When reality sets in and we see what this decision unleashes, this stuff, more than anything else, might be the undoing of Barack Obama.
Filed under Barack Obama, Foreign Policy, Islam, National Security, Politics, Stupidity by kodewords
2009/11/10
Clinton and Teabagging
Sen. Sheldon Whitehouse (D-R.I.) said Clinton described the ongoing tea party protests against the Democratic agenda as a sign their party was making progress.
Whitehouse quoted Clinton arguing: "The reason the tea-baggers are so inflamed is because we are winning."
They reason they vote for tyranny at midnight on Saturdays is because they’re losing.
They mock and marginalize us because they’re losing.
They may get their health care bill, but their arrogance and dismissive attitude has cost them immeasurable mistrust and anger. As far as I’m concerned, it’s irreparable.

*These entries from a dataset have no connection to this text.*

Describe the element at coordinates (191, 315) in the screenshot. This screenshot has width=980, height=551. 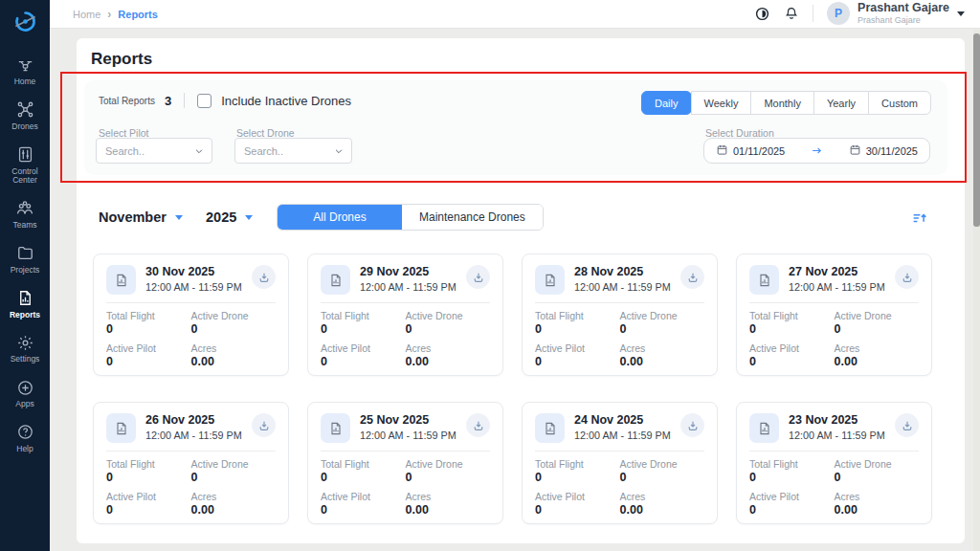
I see `report-card: 30 Nov 2025 12:00 AM - 11:59 PM Total Fl…` at that location.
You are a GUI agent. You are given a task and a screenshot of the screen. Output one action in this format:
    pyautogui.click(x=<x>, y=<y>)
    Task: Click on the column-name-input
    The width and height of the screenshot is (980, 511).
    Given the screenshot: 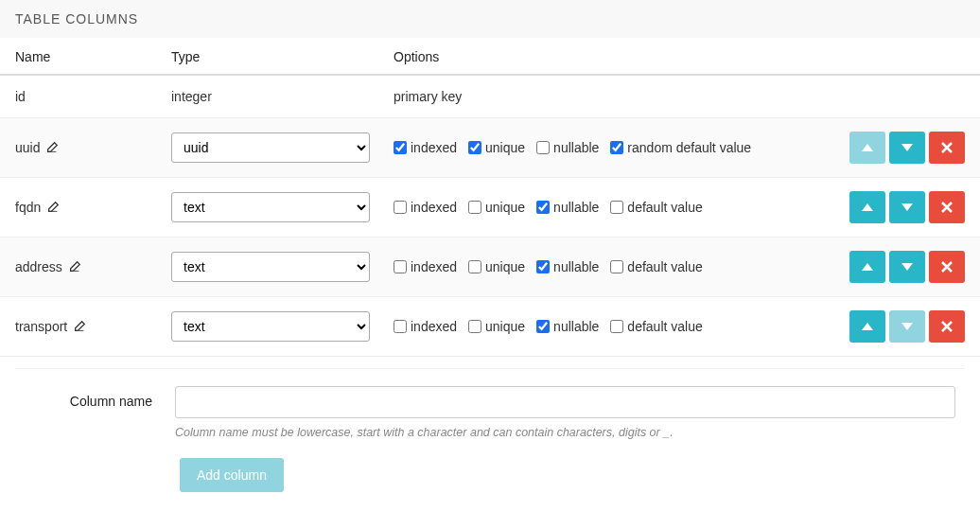 What is the action you would take?
    pyautogui.click(x=566, y=402)
    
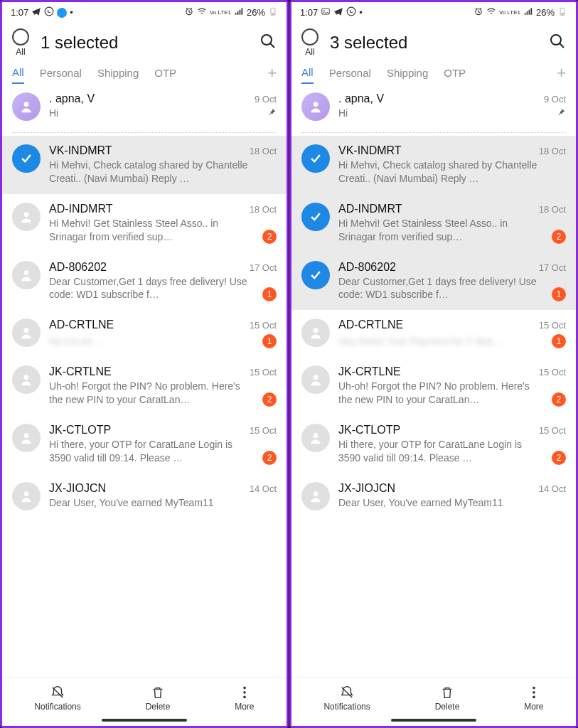  Describe the element at coordinates (144, 73) in the screenshot. I see `category-tabs: All Personal Shipping OTP +` at that location.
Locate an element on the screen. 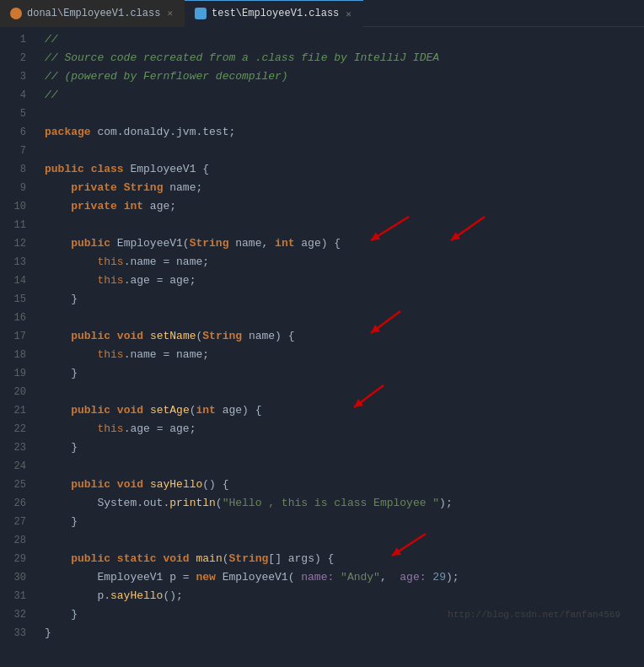 The image size is (644, 667). line-num-26: 26 is located at coordinates (15, 503).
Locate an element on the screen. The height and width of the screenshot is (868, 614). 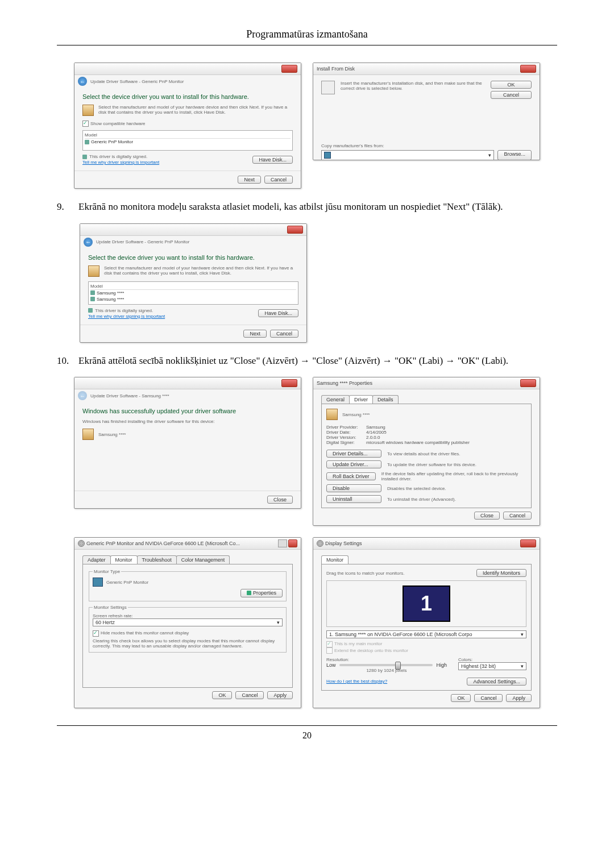
main-monitor-checkbox is located at coordinates (330, 645).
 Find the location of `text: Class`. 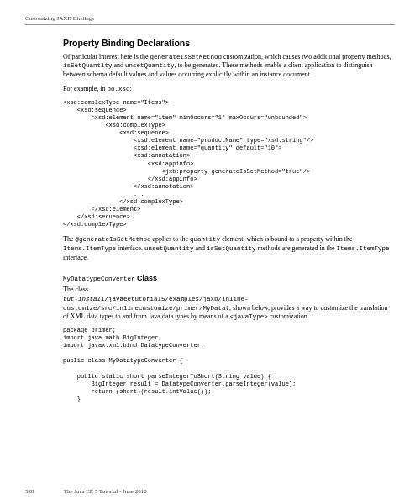

text: Class is located at coordinates (146, 278).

In one year, my attitude about my government has gone from wary skepticism to outright disgust and hopelessness. Unless we see something like a President DeMint in 3 years, I don’t see that ever changing.
2009/11/09
I’m an extremist
http://prescriptions.blogs.nytimes.com/2009/11/07/lawmakers-detail-obamas-pitch/
“Does anybody think that the teabag, anti-government people are going to support them if they bring down health care? All it will do is confuse and dispirit” Democratic voters “and it will encourage the extremists.”
THAT JUST HAPPENED.
The President of the United States, the post-political savior and healer of souls, the smartest man who ever lived, called people who disagree with his oppressive, anti-freedom, bankruptcy-inducing health-care plan “extremists.” And he whipped out the “teabagger” thing to describe people who have legitimate anger and mistrust of the government’s willingness to represent them.
Most people don’t want this bill to pass. How can a majority of people be extremist?

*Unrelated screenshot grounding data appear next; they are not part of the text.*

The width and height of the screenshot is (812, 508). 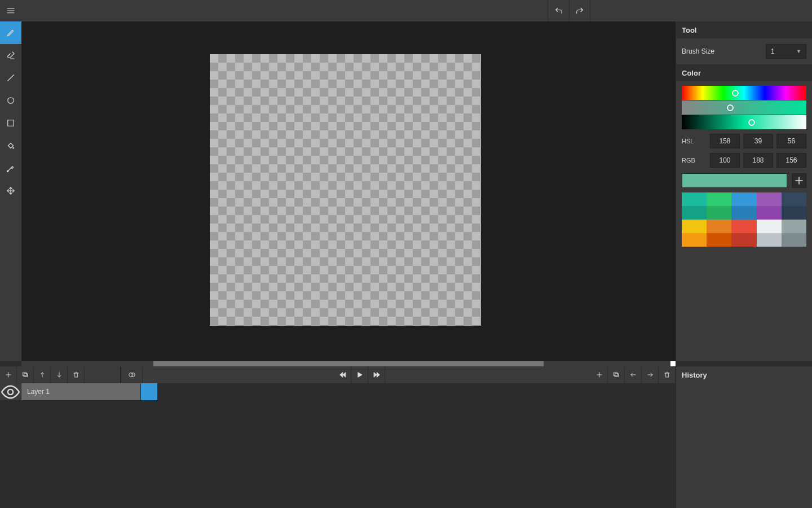 What do you see at coordinates (792, 141) in the screenshot?
I see `hsl-l-input` at bounding box center [792, 141].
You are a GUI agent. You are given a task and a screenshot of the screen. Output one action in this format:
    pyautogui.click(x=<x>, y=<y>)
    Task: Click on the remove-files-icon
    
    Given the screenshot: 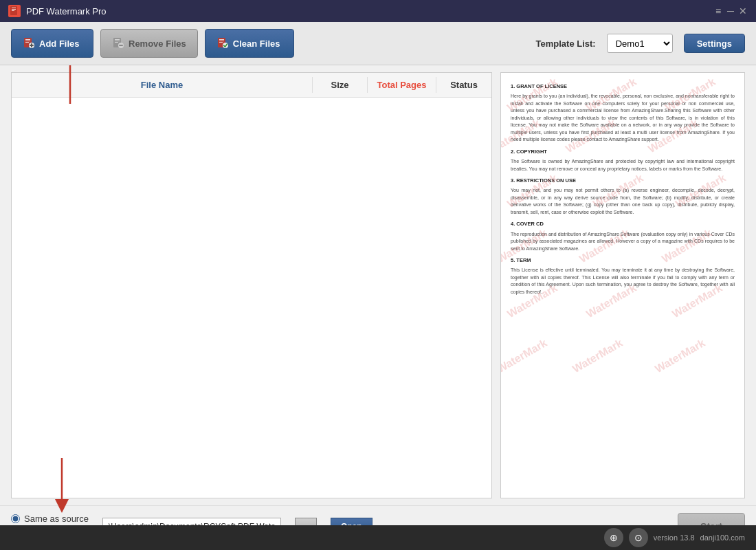 What is the action you would take?
    pyautogui.click(x=118, y=44)
    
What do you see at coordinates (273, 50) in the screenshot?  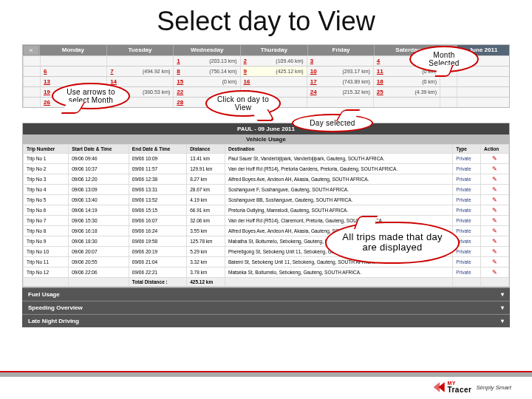 I see `dayhead: Thursday` at bounding box center [273, 50].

People like me have been called extremists, Nazis, racists, shills for corporations, etc. for months, just for expecting the government to adhere to the Constitution. We are being forced against our will into tyranny by this administration and this Congress, but they’re calling US the extremists.
The truth is that WE JUST WANT YOU TO LEAVE US ALONE.
Filed under Barack Obama, Democrats, Politics by kodewords
http://republicanleader.house.gov/blog/?p=666
The Democrat health care bill includes the public option, the public option requires payment of premiums into the federal treasury, and those funds can be used to pay for abortions.
Therefore, the health care reform bill would permit public money to be used to pay for abortions under the government health care plan. Yay.
As is customary, the byzantine language used in legislation is confusing as hell. Here’s how it works:
Currently, federal money can’t be used to pay for abortions. There is no law against it (as the Obama administration tries to claim). There’s simply an amendment to the federal budget that has to be renewed every year that disallows federal funding for abortions. So all that’s required for the federal government (and for the public option) to permit federal funding for elective abortions is for Congress to decide not to renew that budget amendment.
Can you imagine a possibility where Nancy Pelosi, Harry Reid and Barack “4th Trimester” Obama might let that amendment lapse?